The video, which was made public on Wednesday, shows Nikolas Cruz hunched over, wearing hospital clothes, and speaking so softly at the beginning that Broward Sheriff’s Detective John Curcio has to repeatedly urge him to talk louder.
He is also seen taking two fingers, putting them to his temple and pretending to pull a trigger, and punching himself hard in the face with both hands.
Most of the interrogation in the footage focuses on a "demonic" voice Cruz claims he has heard inside his head for years that urges him to commit violent acts. When asked what the voice usually said, Cruz answered, "Burn. Kill. Destroy." He also said the voice told him to cut himself.

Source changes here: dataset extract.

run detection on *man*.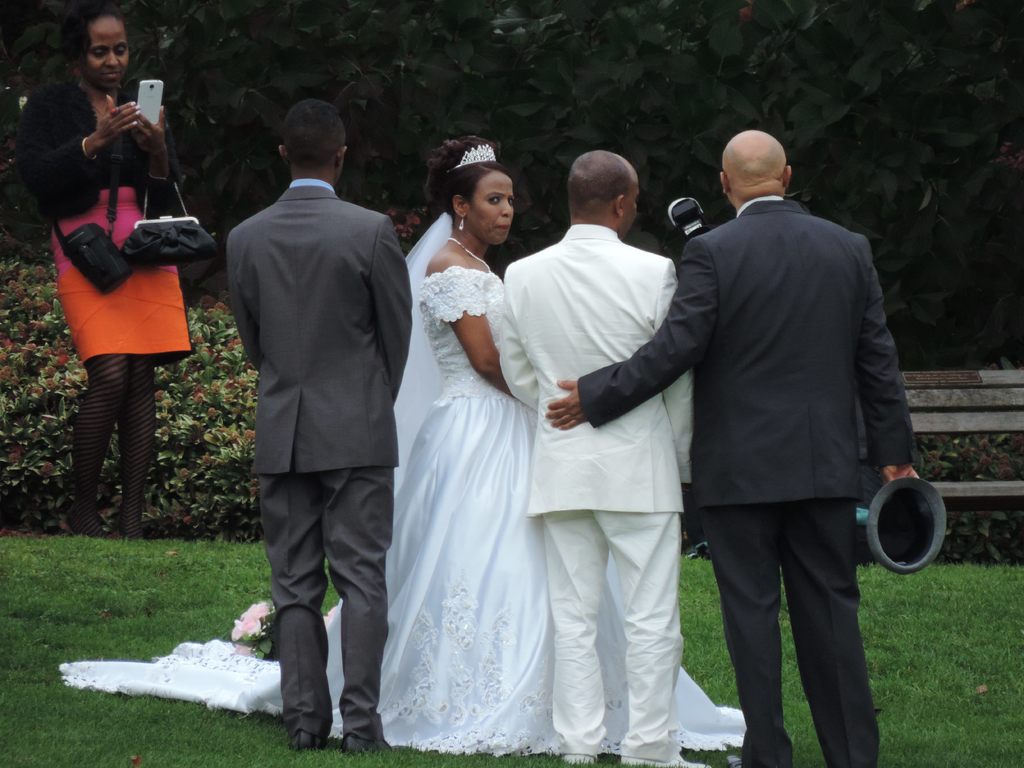
Result: (501, 150, 709, 767).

At another point with Curcio out of the room, Cruz mutters, "Kill me," and then, later, "I want to die."
Cruz, 19, is accused of killing 17 students and staff members in the February massacre at the school in Parkland, Florida.
A judge entered a plea of not guilty on the suspect’s behalf after he stood mute to the charges in March, but court documents show the former student has confessed to being the gunman.
Pinellas County Sheriff Bob Gualtieri told the Marjory Stoneman Douglas High School Public Safety Commission that Cruz’s fluctuating behavior through the years made it difficult for school officials to determine how he should be handled. Cruz, a 19-year-old former student at Stoneman Douglas, is charged with killing 17 people in the Valentine’s Day attack there.
"It was really a roller-coaster with Cruz really from birth," Gualtieri said. A report released last week by the Broward County school district said he began showing behavioral issues that got him kicked out of pre-kindergarten. He spent his school years shuttling between regular campuses and those for children with emotional and behavioral problems. "He had some really bad low times but at times he was without behavioral issues," Gualtieri said.